As we ask ourselves these questions, I believe it is crucial for us also to put these same questions to a population we too often ignore: The incarcerated women and men of the state, many of whom have been working for years — and decades — to transform their former selves.

For the long-term incarcerated population in our state, the chance of a timely parole hearing — let alone parole itself — is a dream deferred. Many among the state’s prison population are not youthful offenders. One in four incarcerated New Yorkers are older than 50, and New York has the third-largest population serving life sentences.

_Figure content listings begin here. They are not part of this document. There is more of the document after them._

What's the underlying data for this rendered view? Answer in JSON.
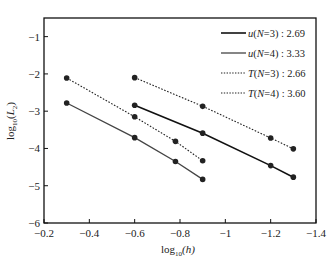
{
  "chart_data": {
    "type": "line",
    "title": "",
    "xlabel": "log10(h)",
    "ylabel": "log10(L2)",
    "xlim": [
      -0.2,
      -1.4
    ],
    "ylim": [
      -6,
      -0.5
    ],
    "xticks": [
      -0.2,
      -0.4,
      -0.6,
      -0.8,
      -1,
      -1.2,
      -1.4
    ],
    "xtick_labels": [
      "−0.2",
      "−0.4",
      "−0.6",
      "−0.8",
      "−1",
      "−1.2",
      "−1.4"
    ],
    "yticks": [
      -1,
      -2,
      -3,
      -4,
      -5,
      -6
    ],
    "ytick_labels": [
      "−1",
      "−2",
      "−3",
      "−4",
      "−5",
      "−6"
    ],
    "grid": false,
    "legend_position": "upper right",
    "series": [
      {
        "name": "u(N=3)",
        "rate": "2.69",
        "style": "solid",
        "color": "#111111",
        "width": 1.6,
        "x": [
          -0.6,
          -0.9,
          -1.2,
          -1.3
        ],
        "y": [
          -2.84,
          -3.59,
          -4.46,
          -4.77
        ]
      },
      {
        "name": "u(N=4)",
        "rate": "3.33",
        "style": "solid",
        "color": "#444444",
        "width": 1.3,
        "x": [
          -0.3,
          -0.6,
          -0.78,
          -0.9
        ],
        "y": [
          -2.78,
          -3.71,
          -4.35,
          -4.83
        ]
      },
      {
        "name": "T(N=3)",
        "rate": "2.66",
        "style": "dotted",
        "color": "#222222",
        "width": 1.1,
        "x": [
          -0.6,
          -0.9,
          -1.2,
          -1.3
        ],
        "y": [
          -2.1,
          -2.87,
          -3.72,
          -4.01
        ]
      },
      {
        "name": "T(N=4)",
        "rate": "3.60",
        "style": "dotted",
        "color": "#222222",
        "width": 1.1,
        "x": [
          -0.3,
          -0.6,
          -0.78,
          -0.9
        ],
        "y": [
          -2.11,
          -3.15,
          -3.81,
          -4.33
        ]
      }
    ]
  },
  "legend": {
    "items": [
      {
        "var": "u",
        "n": "3",
        "rate": "2.69"
      },
      {
        "var": "u",
        "n": "4",
        "rate": "3.33"
      },
      {
        "var": "T",
        "n": "3",
        "rate": "2.66"
      },
      {
        "var": "T",
        "n": "4",
        "rate": "3.60"
      }
    ]
  },
  "axes": {
    "xlabel_main": "log",
    "xlabel_sub": "10",
    "xlabel_arg": "(h)",
    "ylabel_main": "log",
    "ylabel_sub": "10",
    "ylabel_arg_open": "(",
    "ylabel_var": "L",
    "ylabel_var_sub": "2",
    "ylabel_arg_close": ")"
  }
}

These facts result in a relatively older prison population, as the median age creeps upward annually. These men and women have had years — decades, even — to transform themselves. If anyone cared to learn more about who they are, they would find men and women engaged in a daily struggle to become the best people, role model, and citizens they can be.

I learned about them because I teach history courses at a correctional facility.

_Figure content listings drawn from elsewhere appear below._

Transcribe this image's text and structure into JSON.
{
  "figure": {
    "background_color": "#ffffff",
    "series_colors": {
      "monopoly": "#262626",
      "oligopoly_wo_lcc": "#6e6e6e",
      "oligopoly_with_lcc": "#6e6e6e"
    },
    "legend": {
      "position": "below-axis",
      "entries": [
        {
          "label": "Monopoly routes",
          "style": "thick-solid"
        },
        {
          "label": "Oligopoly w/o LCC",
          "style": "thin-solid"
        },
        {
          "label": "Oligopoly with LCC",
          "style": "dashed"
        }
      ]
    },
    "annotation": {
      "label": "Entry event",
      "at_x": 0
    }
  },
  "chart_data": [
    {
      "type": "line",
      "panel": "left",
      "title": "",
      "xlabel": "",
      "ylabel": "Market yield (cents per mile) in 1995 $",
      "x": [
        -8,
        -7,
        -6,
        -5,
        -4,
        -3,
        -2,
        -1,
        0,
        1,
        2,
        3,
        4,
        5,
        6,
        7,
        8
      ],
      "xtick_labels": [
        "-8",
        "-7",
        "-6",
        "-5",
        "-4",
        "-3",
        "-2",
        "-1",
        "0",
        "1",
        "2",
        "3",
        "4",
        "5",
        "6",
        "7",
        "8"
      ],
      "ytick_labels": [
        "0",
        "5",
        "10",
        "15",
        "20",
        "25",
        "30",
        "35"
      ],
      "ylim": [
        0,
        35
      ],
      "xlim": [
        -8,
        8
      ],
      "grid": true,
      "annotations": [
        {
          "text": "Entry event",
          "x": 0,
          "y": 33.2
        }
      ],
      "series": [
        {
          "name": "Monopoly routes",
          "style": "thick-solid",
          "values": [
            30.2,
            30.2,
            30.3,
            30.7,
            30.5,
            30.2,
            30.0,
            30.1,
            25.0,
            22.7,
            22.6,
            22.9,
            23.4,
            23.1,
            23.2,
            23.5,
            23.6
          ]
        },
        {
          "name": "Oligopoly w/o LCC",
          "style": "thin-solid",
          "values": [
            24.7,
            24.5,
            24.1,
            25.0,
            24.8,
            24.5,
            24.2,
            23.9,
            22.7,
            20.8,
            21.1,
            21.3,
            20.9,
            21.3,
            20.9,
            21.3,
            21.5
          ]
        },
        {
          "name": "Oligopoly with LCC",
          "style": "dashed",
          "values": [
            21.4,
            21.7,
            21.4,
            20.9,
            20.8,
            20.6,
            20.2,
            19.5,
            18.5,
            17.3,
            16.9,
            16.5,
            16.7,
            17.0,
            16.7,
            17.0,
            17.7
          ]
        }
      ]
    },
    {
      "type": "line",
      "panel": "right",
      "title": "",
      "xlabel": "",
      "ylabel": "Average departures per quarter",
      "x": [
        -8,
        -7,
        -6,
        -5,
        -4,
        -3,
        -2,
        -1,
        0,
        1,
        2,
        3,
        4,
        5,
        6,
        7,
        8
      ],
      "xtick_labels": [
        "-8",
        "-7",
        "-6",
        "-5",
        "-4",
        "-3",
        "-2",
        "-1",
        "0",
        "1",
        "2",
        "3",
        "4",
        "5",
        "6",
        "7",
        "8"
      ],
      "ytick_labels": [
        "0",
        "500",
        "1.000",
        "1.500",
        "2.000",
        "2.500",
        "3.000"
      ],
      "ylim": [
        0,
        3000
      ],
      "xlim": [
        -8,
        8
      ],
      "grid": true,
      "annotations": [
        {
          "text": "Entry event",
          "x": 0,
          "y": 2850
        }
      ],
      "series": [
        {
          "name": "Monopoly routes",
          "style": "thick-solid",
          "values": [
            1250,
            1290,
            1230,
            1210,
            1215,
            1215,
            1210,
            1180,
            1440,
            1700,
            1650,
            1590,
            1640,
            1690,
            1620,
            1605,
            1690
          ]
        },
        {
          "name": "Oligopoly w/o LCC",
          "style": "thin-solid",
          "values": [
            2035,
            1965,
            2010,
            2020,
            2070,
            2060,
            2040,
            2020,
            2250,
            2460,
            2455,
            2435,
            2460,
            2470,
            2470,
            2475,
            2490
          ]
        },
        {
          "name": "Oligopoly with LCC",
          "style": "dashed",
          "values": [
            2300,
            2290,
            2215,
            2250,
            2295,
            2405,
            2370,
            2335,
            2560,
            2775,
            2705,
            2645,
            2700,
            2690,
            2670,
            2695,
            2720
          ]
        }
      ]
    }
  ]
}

There are two bills in the state legislature that would allow a measure of fairness to people who are serving long-term sentences and have worked at redemption. Both pieces of legislation are, or will soon be, before the codes committee, chaired by our local Assemblyman, Jeffrey Dinowitz.

The Elder Parole Act would permit inmates older than 55 to have a parole hearing. The Fair and Timely Parole Act would make those first-time parole applicants more likely to be released.

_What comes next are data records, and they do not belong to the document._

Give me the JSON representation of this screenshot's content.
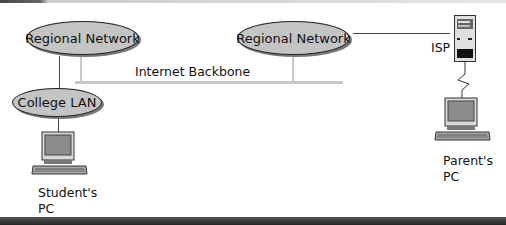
{
  "diagram": {
    "nodes": {
      "regional_left": "Regional Network",
      "regional_right": "Regional Network",
      "college_lan": "College LAN",
      "isp": "ISP",
      "backbone": "Internet Backbone",
      "student_pc_line1": "Student's",
      "student_pc_line2": "PC",
      "parent_pc_line1": "Parent's",
      "parent_pc_line2": "PC"
    },
    "colors": {
      "ellipse_fill": "#c4c4c4",
      "backbone": "#c8c8c8",
      "line": "#444444"
    }
  }
}
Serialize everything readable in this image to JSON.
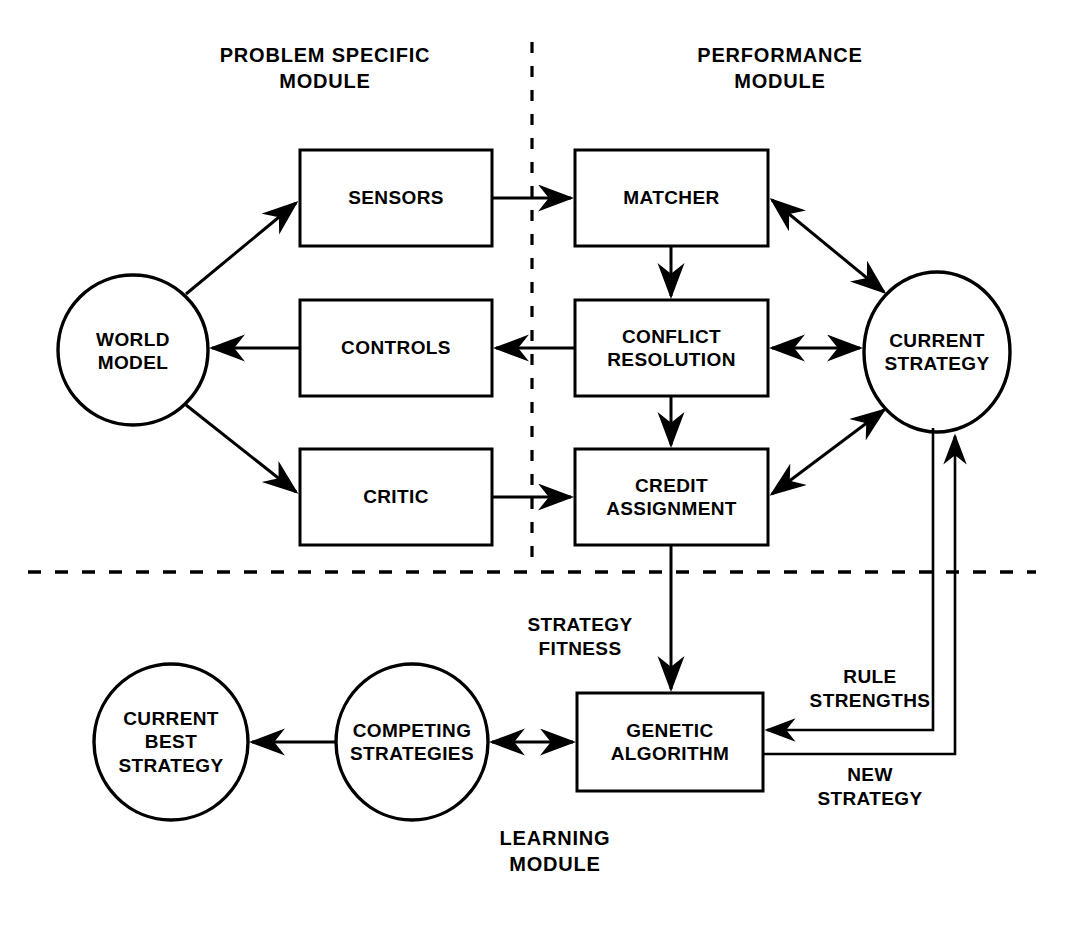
{
  "diagram": {
    "title_problem_specific": "PROBLEM SPECIFIC\nMODULE",
    "title_performance": "PERFORMANCE\nMODULE",
    "title_learning": "LEARNING\nMODULE"
  },
  "nodes": {
    "world_model": "WORLD\nMODEL",
    "sensors": "SENSORS",
    "controls": "CONTROLS",
    "critic": "CRITIC",
    "matcher": "MATCHER",
    "conflict_resolution": "CONFLICT\nRESOLUTION",
    "credit_assignment": "CREDIT\nASSIGNMENT",
    "current_strategy": "CURRENT\nSTRATEGY",
    "genetic_algorithm": "GENETIC\nALGORITHM",
    "competing_strategies": "COMPETING\nSTRATEGIES",
    "current_best_strategy": "CURRENT\nBEST\nSTRATEGY"
  },
  "edge_labels": {
    "strategy_fitness": "STRATEGY\nFITNESS",
    "rule_strengths": "RULE\nSTRENGTHS",
    "new_strategy": "NEW\nSTRATEGY"
  },
  "style": {
    "stroke": "#000000",
    "fill": "#ffffff",
    "background": "#ffffff"
  }
}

Neither of the bills would simply open prison doors. The process of review is still in place, as firmly as ever. Both bills have been proposed previously, but have died in committee.

The past year has caused many of us to reflect upon the pandemic’s impact, and the cumulative effects of a legal system that is punitive and wrongly purports to secure the public safety through mass incarceration rather than redemption and rehabilitation.

As a professor in a maximum security correctional facility, I have met regularly with men who struggle to transform their former selves. Communication with my students at Sullivan Correctional Facility has been very difficult since March 2020, as the men there have no internet or remote-learning access.

The pandemic has only compounded problems of this population — disproportionately from Black and brown communities, and a number older than 50 serving life sentences. They are pursuing a bachelor’s degree in social science. Their coursework exposes them to philosophy, to women’s history, to forensic psychology.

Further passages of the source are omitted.